Equivalent Translation
❖ The woman patient has been a widow only six months.
❖ Acute and subacute hepatic necrosis more often complicates hepatitis in the elderly.
translation
Equivalent Translation
❖ Dynamic equivalence is a quality of a translation in which the message of the original text has been so transported into the receptor language that the response of the receptor is essentially like that of the original receptors. ——— Eugene A Nida, The Theory and Practice of Translation
Negative translation and reverse translation
❖ Many mild cases are observed in which fever is low and of short duration.
❖ The disease can affect any ages and the highest incidence is in the young and middle age groups.
❖ The illness quickly responded to treatment.
❖ If a tumour is palpable, the disease is often too advanced to be treated radically.
Literal translation and free translation
Chapter 3
Equivalence and Flexibility in Translation
Equivalence and Flexibility in Translation
❖ To understand equivalent translation correctly
❖ Literal translation and free translation ❖ Concretion and abstraction ❖ Negative translation and reverse
❖ Medical science, as a branch of science, needs no special ethics.

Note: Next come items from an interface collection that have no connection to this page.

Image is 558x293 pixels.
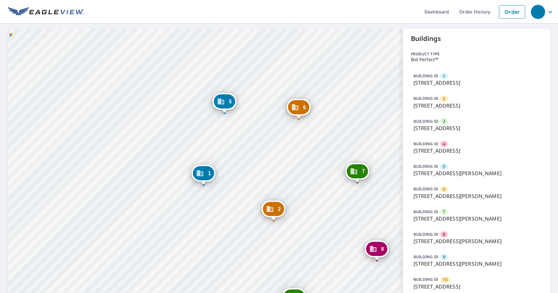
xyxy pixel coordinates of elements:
[413,73,438,79] p: BUILDING ID
[442,96,445,102] span: 2
[413,186,438,192] p: BUILDING ID
[413,170,540,177] p: [STREET_ADDRESS][PERSON_NAME]
[381,247,384,252] span: 8
[413,260,540,268] p: [STREET_ADDRESS][PERSON_NAME]
[442,254,445,260] span: 9
[442,73,445,79] span: 1
[287,99,310,119] div: Dropped pin, building 6, Commercial property, 207 Ridgeline Dr Telluride, CO 81435
[442,141,445,147] span: 4
[413,96,438,101] p: BUILDING ID
[413,147,540,155] p: [STREET_ADDRESS]
[261,201,285,221] div: Dropped pin, building 2, Commercial property, 106 Tristant Dr Telluride, CO 81435
[411,57,542,62] p: Bid Perfect™
[362,169,365,174] span: 7
[212,93,236,113] div: Dropped pin, building 5, Commercial property, 203 Ridgeline Dr Telluride, CO 81435
[442,232,445,238] span: 8
[413,215,540,223] p: [STREET_ADDRESS][PERSON_NAME]
[413,209,438,215] p: BUILDING ID
[442,209,445,215] span: 7
[442,118,445,124] span: 3
[413,232,438,237] p: BUILDING ID
[442,164,445,170] span: 5
[345,163,369,183] div: Dropped pin, building 7, Commercial property, 213 Ridgeline Dr Telluride, CO 81435
[303,105,306,110] span: 6
[413,277,438,282] p: BUILDING ID
[413,238,540,245] p: [STREET_ADDRESS][PERSON_NAME]
[499,5,525,19] a: Order
[413,283,540,291] p: [STREET_ADDRESS]
[229,99,232,104] span: 5
[365,241,388,261] div: Dropped pin, building 8, Commercial property, 217 Ridgeline Dr Telluride, CO 81435
[8,7,84,17] img: EV Logo
[191,165,215,185] div: Dropped pin, building 1, Commercial property, 112 Tristant Dr Telluride, CO 81435
[411,34,542,44] p: Buildings
[413,192,540,200] p: [STREET_ADDRESS][PERSON_NAME]
[413,102,540,110] p: [STREET_ADDRESS]
[413,79,540,87] p: [STREET_ADDRESS]
[442,186,445,192] span: 6
[413,164,438,169] p: BUILDING ID
[413,254,438,260] p: BUILDING ID
[411,51,542,57] p: Product type
[413,119,438,124] p: BUILDING ID
[278,207,281,212] span: 2
[442,277,447,283] span: 10
[413,124,540,132] p: [STREET_ADDRESS]
[208,171,211,176] span: 1
[413,141,438,147] p: BUILDING ID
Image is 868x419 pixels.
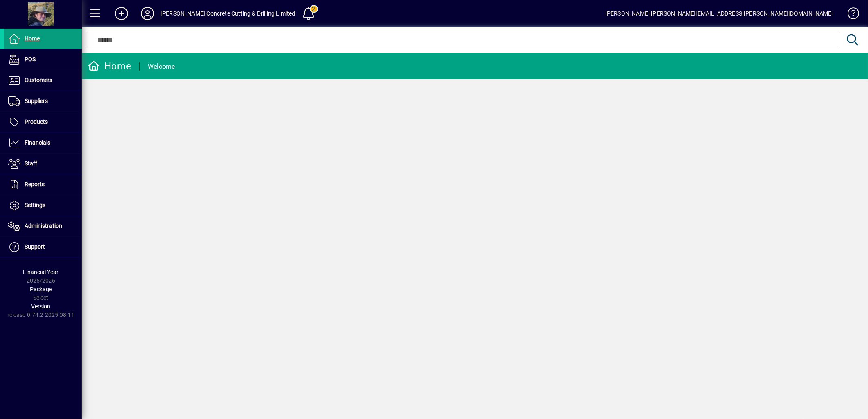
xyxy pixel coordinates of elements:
button: Add [108,6,135,21]
a: Staff [4,154,81,174]
a: Products [4,112,81,132]
div: Welcome [148,60,175,73]
a: Knowledge Base [842,2,858,28]
a: Support [4,237,81,257]
a: Financials [4,133,81,153]
div: [PERSON_NAME] Concrete Cutting & Drilling Limited [161,7,296,20]
span: Support [25,244,45,250]
div: [PERSON_NAME] [PERSON_NAME][EMAIL_ADDRESS][PERSON_NAME][DOMAIN_NAME] [606,7,834,20]
span: Financials [25,140,51,146]
span: Administration [25,223,62,230]
a: Settings [4,195,81,216]
a: Administration [4,216,81,236]
span: Reports [25,181,45,187]
span: POS [25,56,35,62]
div: Home [88,59,131,73]
span: Customers [25,77,53,83]
a: Customers [4,70,81,91]
span: Financial Year [23,269,59,276]
a: Reports [4,174,81,195]
span: Settings [25,202,45,209]
span: Home [25,35,39,42]
span: Package [30,286,52,293]
span: Suppliers [25,98,48,104]
span: Products [25,119,48,125]
span: Version [32,303,51,310]
a: POS [4,50,81,70]
button: Profile [135,6,161,21]
span: Staff [25,160,37,166]
a: Suppliers [4,91,81,112]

❖ He is dead, as you stand here. ❖ Influenza has been with us a long, long time. ❖ A cancer spreads its own seeds which plant
❖ It seeks to make the same impact without regard to the form of the original
Equivalent Translation
❖ “There is always some loss in the communication process, for sources and receptors never have identical linguistic and cultural backgrounds…. The translator’s task, however, is to keep such loss at a minimum” (de Waard & Nida)
❖ Through this membrane materials are allowed to pass into the protoplasm.

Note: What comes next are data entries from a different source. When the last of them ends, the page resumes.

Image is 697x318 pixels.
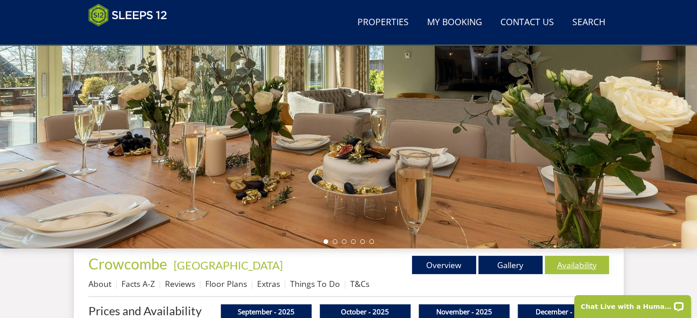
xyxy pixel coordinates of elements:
[121,279,155,290] a: Facts A-Z
[88,4,167,27] img: Sleeps 12
[350,279,369,290] a: T&Cs
[88,279,111,290] a: About
[88,255,167,273] span: Crowcombe
[88,255,170,273] a: Crowcombe
[88,305,213,317] a: Prices and Availability
[412,256,476,274] a: Overview
[84,32,180,40] iframe: Customer reviews powered by Trustpilot
[174,259,283,272] a: [GEOGRAPHIC_DATA]
[257,279,280,290] a: Extras
[170,259,283,272] span: -
[478,256,542,274] a: Gallery
[165,279,195,290] a: Reviews
[545,256,609,274] a: Availability
[423,12,486,33] a: My Booking
[568,290,697,318] iframe: LiveChat chat widget
[290,279,340,290] a: Things To Do
[354,12,412,33] a: Properties
[497,12,558,33] a: Contact Us
[569,12,609,33] a: Search
[205,279,247,290] a: Floor Plans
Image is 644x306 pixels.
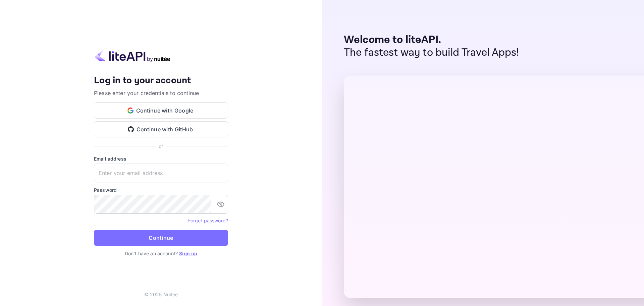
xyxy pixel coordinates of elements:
p: Don't have an account? [94,249,228,256]
p: The fastest way to build Travel Apps! [343,46,519,59]
button: toggle password visibility [214,197,227,211]
label: Email address [94,155,228,162]
a: Sign up [179,250,197,256]
button: Continue with Google [94,102,228,119]
p: Please enter your credentials to continue [94,89,228,97]
button: Continue [94,229,228,246]
p: or [159,143,163,150]
p: © 2025 Nuitee [144,290,178,297]
a: Forget password? [188,217,228,223]
button: Continue with GitHub [94,121,228,137]
h4: Log in to your account [94,75,228,86]
p: Welcome to liteAPI. [343,33,519,46]
label: Password [94,187,228,194]
img: liteapi [94,49,171,62]
input: Enter your email address [94,163,228,182]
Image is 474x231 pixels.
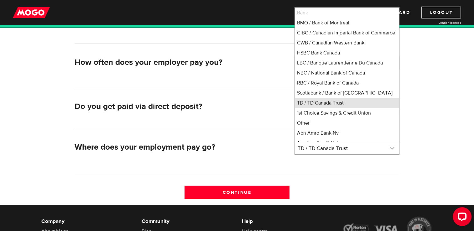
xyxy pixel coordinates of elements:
[295,98,399,108] li: TD / TD Canada Trust
[376,7,410,18] a: Dashboard
[242,218,333,225] h6: Help
[448,205,474,231] iframe: LiveChat chat widget
[75,143,290,152] h2: Where does your employment pay go?
[185,186,290,199] input: Continue
[295,78,399,88] li: RBC / Royal Bank of Canada
[41,218,132,225] h6: Company
[414,20,461,25] a: Lender licences
[295,138,399,148] li: Acadian Credit Union
[295,118,399,128] li: Other
[75,58,290,67] h2: How often does your employer pay you?
[295,18,399,28] li: BMO / Bank of Montreal
[295,108,399,118] li: 1st Choice Savings & Credit Union
[75,102,290,112] h2: Do you get paid via direct deposit?
[295,8,399,18] li: Bank
[295,38,399,48] li: CWB / Canadian Western Bank
[13,7,50,18] img: mogo_logo-11ee424be714fa7cbb0f0f49df9e16ec.png
[295,28,399,38] li: CIBC / Canadian Imperial Bank of Commerce
[295,48,399,58] li: HSBC Bank Canada
[422,7,461,18] a: Logout
[295,58,399,68] li: LBC / Banque Laurentienne Du Canada
[295,88,399,98] li: Scotiabank / Bank of [GEOGRAPHIC_DATA]
[295,68,399,78] li: NBC / National Bank of Canada
[142,218,233,225] h6: Community
[295,128,399,138] li: Abn Amro Bank Nv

❖ AIDS was first recognized in the United States in 1981.
❖ Foods adequate in kind and amount during the pregnant months are very important to the health of both present and future generations.
themselves in other parts of the body. ❖ The skill of the surgeon leaves nothing to be
desired.
Concretion and abstraction
❖ An ounce of prevention is worth a pound of cure.
Equivalent Translation
❖ The woman patient has been a widow only six months.

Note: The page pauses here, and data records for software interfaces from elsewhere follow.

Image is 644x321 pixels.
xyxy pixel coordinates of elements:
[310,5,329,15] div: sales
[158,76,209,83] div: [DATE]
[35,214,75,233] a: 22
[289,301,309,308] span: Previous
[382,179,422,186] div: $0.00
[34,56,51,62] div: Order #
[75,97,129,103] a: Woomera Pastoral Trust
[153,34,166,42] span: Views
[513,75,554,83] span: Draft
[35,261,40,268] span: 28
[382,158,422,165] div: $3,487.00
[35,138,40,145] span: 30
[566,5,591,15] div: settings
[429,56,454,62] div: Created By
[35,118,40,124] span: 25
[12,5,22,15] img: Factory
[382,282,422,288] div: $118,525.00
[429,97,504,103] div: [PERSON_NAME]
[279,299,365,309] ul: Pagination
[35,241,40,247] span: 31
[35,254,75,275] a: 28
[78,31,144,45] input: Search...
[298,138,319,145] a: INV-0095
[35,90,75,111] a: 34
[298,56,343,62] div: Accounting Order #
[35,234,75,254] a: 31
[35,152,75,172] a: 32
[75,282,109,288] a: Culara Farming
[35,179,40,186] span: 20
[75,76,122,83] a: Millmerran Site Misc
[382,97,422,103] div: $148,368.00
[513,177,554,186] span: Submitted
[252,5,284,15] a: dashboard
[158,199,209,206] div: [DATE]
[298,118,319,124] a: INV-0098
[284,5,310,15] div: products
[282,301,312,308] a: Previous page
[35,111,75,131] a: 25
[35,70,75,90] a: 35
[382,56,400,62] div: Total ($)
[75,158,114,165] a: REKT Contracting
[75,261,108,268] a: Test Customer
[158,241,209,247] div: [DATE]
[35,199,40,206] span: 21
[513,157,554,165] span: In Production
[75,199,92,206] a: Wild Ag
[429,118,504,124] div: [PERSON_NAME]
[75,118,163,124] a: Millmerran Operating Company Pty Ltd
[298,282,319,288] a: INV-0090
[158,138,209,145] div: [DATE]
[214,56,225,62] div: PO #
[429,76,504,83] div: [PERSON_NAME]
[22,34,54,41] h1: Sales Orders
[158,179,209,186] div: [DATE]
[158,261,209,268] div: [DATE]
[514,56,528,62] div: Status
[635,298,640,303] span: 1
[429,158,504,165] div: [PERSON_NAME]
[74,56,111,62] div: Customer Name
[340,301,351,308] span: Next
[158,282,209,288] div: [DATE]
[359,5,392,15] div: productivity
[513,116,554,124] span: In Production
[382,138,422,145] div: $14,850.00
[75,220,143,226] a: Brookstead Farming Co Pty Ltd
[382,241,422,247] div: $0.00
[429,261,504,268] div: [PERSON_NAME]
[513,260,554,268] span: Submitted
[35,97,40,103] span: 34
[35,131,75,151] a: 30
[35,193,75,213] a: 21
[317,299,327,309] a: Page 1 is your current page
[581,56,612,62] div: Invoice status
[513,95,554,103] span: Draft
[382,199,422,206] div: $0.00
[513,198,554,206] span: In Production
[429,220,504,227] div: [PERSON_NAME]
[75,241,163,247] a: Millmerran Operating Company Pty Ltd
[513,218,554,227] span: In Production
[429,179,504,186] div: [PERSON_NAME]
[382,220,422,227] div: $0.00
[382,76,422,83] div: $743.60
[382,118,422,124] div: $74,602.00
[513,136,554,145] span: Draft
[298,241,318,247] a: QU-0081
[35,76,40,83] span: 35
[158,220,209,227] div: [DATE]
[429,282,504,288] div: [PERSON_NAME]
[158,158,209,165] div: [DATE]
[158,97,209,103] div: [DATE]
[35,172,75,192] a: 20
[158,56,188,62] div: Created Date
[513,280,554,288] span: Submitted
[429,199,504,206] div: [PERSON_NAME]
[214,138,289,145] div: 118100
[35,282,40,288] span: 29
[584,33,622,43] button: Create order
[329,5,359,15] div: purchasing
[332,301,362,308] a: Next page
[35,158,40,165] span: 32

❖ Acute and subacute hepatic necrosis more often complicates hepatitis in the elderly.
translation
Equivalent Translation
❖ Dynamic equivalence is a quality of a translation in which the message of the original text has been so transported into the receptor language that the response of the receptor is essentially like that of the original receptors. ——— Eugene A Nida, The Theory and Practice of Translation
Negative translation and reverse translation
❖ Many mild cases are observed in which fever is low and of short duration.
❖ The disease can affect any ages and the highest incidence is in the young and middle age groups.
❖ The illness quickly responded to treatment.
❖ If a tumour is palpable, the disease is often too advanced to be treated radically.
Literal translation and free translation
Chapter 3
Equivalence and Flexibility in Translation
Equivalence and Flexibility in Translation
❖ To understand equivalent translation correctly
❖ Literal translation and free translation ❖ Concretion and abstraction ❖ Negative translation and reverse
❖ Medical science, as a branch of science, needs no special ethics.
❖ He is dead, as you stand here. ❖ Influenza has been with us a long, long time. ❖ A cancer spreads its own seeds which plant
❖ It seeks to make the same impact without regard to the form of the original
Equivalent Translation
❖ “There is always some loss in the communication process, for sources and receptors never have identical linguistic and cultural backgrounds…. The translator’s task, however, is to keep such loss at a minimum” (de Waard & Nida)
❖ Through this membrane materials are allowed to pass into the protoplasm.
❖ AIDS was first recognized in the United States in 1981.